2. Child’s Pose (2013)

Calin Peter Netzer’s Child’s Pose went back home with a Golden Bear from Berlin. It is the first film fully deserving the label of a thriller to come out of the New Wave. The pacing is truly gripping but it is a far more intimate and intelligent piece of work than what we often expect from the genre. For a good deal of Romanian films on this list, bureaucratic corruption is often in the backdrop, casting its long shadow. Unlike none of them, here we are at the heart of it, and it’s a nightmarish upper-middle class family affair.

Luminita Gheorgiu gives an outstanding performance as Cornelia, a well-to-do architect and domineering mother desperate for proper acknowledgement from her 30-something-year-old son Barbu (Bogdan Dumitrache). Her influence, it seems, has been waning for a while. Her son is set on estrangement and the blame falls on his girlfriend.

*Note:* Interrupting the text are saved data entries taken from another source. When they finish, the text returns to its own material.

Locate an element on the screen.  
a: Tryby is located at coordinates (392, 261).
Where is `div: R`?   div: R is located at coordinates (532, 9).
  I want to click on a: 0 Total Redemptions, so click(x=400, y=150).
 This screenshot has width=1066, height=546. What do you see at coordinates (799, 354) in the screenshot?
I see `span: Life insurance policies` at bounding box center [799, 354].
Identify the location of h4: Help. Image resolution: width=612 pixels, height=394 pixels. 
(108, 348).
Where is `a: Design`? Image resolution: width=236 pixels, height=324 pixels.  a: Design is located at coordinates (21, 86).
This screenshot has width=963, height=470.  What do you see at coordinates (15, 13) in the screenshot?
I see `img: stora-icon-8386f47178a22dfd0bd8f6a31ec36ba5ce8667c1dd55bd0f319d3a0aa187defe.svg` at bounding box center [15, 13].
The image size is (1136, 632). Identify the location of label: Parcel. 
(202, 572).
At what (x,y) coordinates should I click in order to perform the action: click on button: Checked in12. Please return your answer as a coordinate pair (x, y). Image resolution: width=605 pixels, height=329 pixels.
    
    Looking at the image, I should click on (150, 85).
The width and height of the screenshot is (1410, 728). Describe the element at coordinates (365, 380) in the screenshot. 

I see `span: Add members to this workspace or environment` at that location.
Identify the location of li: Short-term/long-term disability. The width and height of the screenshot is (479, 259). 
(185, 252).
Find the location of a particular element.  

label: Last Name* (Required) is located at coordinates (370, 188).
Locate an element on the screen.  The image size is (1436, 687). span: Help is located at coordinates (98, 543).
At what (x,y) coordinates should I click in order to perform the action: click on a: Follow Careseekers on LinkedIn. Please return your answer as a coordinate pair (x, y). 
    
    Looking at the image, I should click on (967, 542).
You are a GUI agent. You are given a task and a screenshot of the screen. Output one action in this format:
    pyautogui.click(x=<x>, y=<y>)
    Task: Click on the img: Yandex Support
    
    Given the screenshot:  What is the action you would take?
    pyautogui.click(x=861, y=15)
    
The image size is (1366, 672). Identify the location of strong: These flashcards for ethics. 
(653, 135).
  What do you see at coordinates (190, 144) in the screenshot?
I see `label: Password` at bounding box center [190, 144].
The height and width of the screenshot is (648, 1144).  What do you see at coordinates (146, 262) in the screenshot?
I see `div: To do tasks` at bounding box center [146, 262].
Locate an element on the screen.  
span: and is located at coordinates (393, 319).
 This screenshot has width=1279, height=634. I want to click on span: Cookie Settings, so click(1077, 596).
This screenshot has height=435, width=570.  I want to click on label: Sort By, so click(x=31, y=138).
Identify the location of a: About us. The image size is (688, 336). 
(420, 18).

When Barbu is arrested for drunk driving and faces manslaughter charges for running over a poor family’s child, Cornelia sees an opening to draw her son back. From this point onwards, emotional deficiencies, social manipulation, and corruptive payoffs become darker and ever more so deeply intertwined.

The hand-held camera work is jittery, the close-ups revealing, and it all feels very naturalistic – the craft, of course, is all around. The screenplay is written by Răzvan Rădulescu and the extent to which it suspends judgement is debatable. But the incisive insights it offers into family, class, and the origins of corruption are many and for all their complexity they feel effortless.

 

1. Beyond the Hills (2012)

Beyond the Hills (2012)

Cristian Mungiu’s return after winning the Palme d’Or for 4 Months… is an equally brilliant mesmeric drama set in an Orthodox monastery standing on the hills of northern Romania. The real-life premise from which it was inspired sounds like tabloid fodder and it is easy to imagine another director turning this into something utterly exploitative. At the order of a convent’s priest, a young novice nun was bound to a cross in the hope of exorcising demons. After three days she was found suffocated. The whole affair was documented in two non-fiction books authored by Tatiana Niculescu Bran.

In the hands of Mungiu, the fictionalised account turns into a slow, rigorously executed drama, made up of long takes and two and a half hours worth of judgement’s deferral. If the film has anything to say about the case, it is that once more, the road to hell is paved with good intentions.

The film follows its two female leads and friends since childhood Alina (Cristina Flutur) and Voichita (Cosmina Stratan). Voichita has become a nun whilst Alina has just returned from Germany and joins Voichita at the monastery whilst planning to take her back with her. The two have grown up together in an orphanage but the rest of their relationship soon becomes obfuscated in sexual ambiguity. The monastery turns eerie and suffocating but the outside world may be even less inviting.

Remarkable performances throughout, gripping, and as multilayered a story as they come. The film took home an award for best screenplay and a shared award between the two actresses for best female performance in Cannes.

Author Bio: Andrew Ricca has recently completed a postgraduate program in literary studies in Leiden, the Netherlands. Tries his hand at writing on movies, places travelled to, and other writings.